Here are links and a few selected paragraphs from four articles to provide you with a quick update of the situation in Nigeria with respect to the approximately 274 girls and young women kidnapped by Boco Haram.
Aminu Abu Bakr of CNN reports encouraging news that Nigerian villagers fight off attacks by Boko Haram, killing more than 200 of the them and captturing their arms and vehicles.
Hundreds of Boko Haram fighters stormed the villages of Menari, Tsangayari and Garawa in the ethnic Shuwa-dominated Kalabalge District on Tuesday. Boko Haram -- the group responsible for the kidnapping of nearly 300 schoolgirls from the same region -- was met with stiff resistance as locals put up a fierce fight, witnesses said. ...
In the three villages attacked Tuesday, gunmen arrived in dozens of all-terrain vans, armored tanks and motorcycles, but villagers quickly mobilized and engaged the attackers in a prolonged battle. ...

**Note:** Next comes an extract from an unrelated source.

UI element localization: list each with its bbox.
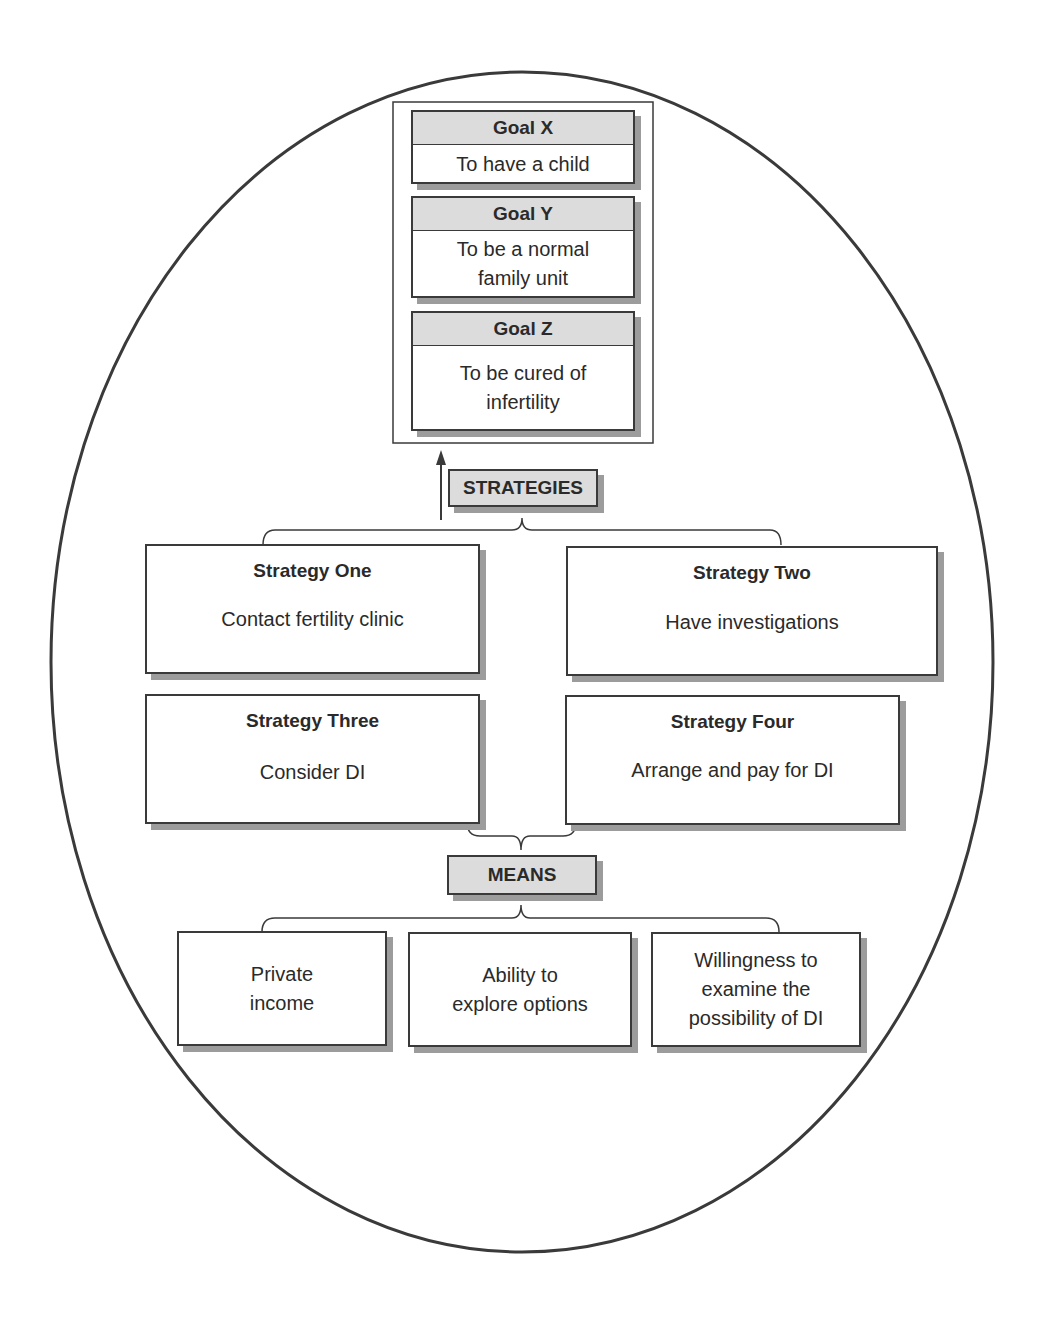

"At Tsangayari and Garawa, they met a big surprise as residents engaged them in a fierce battle in which over 200 of the Boko Haram fighters were killed. More than 150 were killed in Tsangayari," Ahunna said.
Someone with the initials E.W. at the Economist pens a note that the The odds are bad.
Even if the army knew who they were looking for, the odds of finding them are low. Boko Haram, the terrorist organisation that claimed responsibility for the attack, has been kidnapping girls for years, often for sale as slaves. In the month it took the government to cobble together its pitiful response, many of the most recent victims will have been disbursed throughout the Sambisa forest, an inaccessible scrubland forty times the size of London, or taken over the border into Cameroon and Chad.
Foreign experts are assisting with intelligence and surveillance, but Nigerian soldiers, led by corrupt generals, are poorly armed, demoralised and lack proper training.
Eric Schmitt and Brian Knowlton of The New York Times writes U.S. Officials Question Ability of Nigeria to Rescue Hostages.
WASHINGTON — Obama administration officials on Thursday questioned whether the Nigerian military is able to rescue, even with international help, more than 260 schoolgirls abducted last month, giving impetus to a social media campaign calling for the United States to do more to free the hostages.
That campaign is supported by some members of Congress, but has made the Pentagon increasingly uneasy. Military leaders worry that they might be ordered to send in commandos to undertake a mission they regard as unacceptably risky.
“At this point, we’re not actively considering the deployment of U.S. forces to participate in a combined rescue mission,” the White House spokesman Jay Carney said Wednesday. ... “We’re now looking at a military force that’s, quite frankly, becoming afraid to even engage,” said Alice Friend, the Pentagon’s principal director for African affairs. “The Nigerian military has the same challenges with corruption that every other institution in Nigeria does. Much of the funding that goes to the Nigerian military is skimmed off the top, if you will.”
Top American military officers also express concern that the extraordinary finding and execution of Osama bin Laden by Seal Team 6 has raised public expectations of combat search and rescue operations which are not always possible to so smoothly execute in reality.
Harriet Sherwood and Judith Soal of The Guardian reports that Nigeria's Goodluck Jonathan cancels visit to kidnapped girls' town.
The Nigerian president has cancelled a visit to the northern town from where more than 200 schoolgirls were kidnapped last month, as the US said the rescue mission was proving tough.
Goodluck Jonathan had been preparing to make his first visit to Chibok since the mass abductions were confirmed. He has been criticised for a slow response to the crisis and for failing to visit the girls' home town.
No reason was given for the cancellation, but security is likely to have been a major concern. The area is a stronghold of Boko Haram, the Islamic militant group that snatched the girls from a school on 14 April. Insurgents killed at least four soldiers in an ambush on Monday.
Relatives in Chibok were angry at the cancellation, saying they had no confidence that the government was doing everything possible to find the missing girls.
I hope this update and these links provide you with an overview of some of the recent developments related to the kidnapping of the poor girls and young women in Nigeria.
Our sympathies, prayers and/or best wishes go out to these girls, young women, their families and all Nigerians who are suffering during this terrible situation.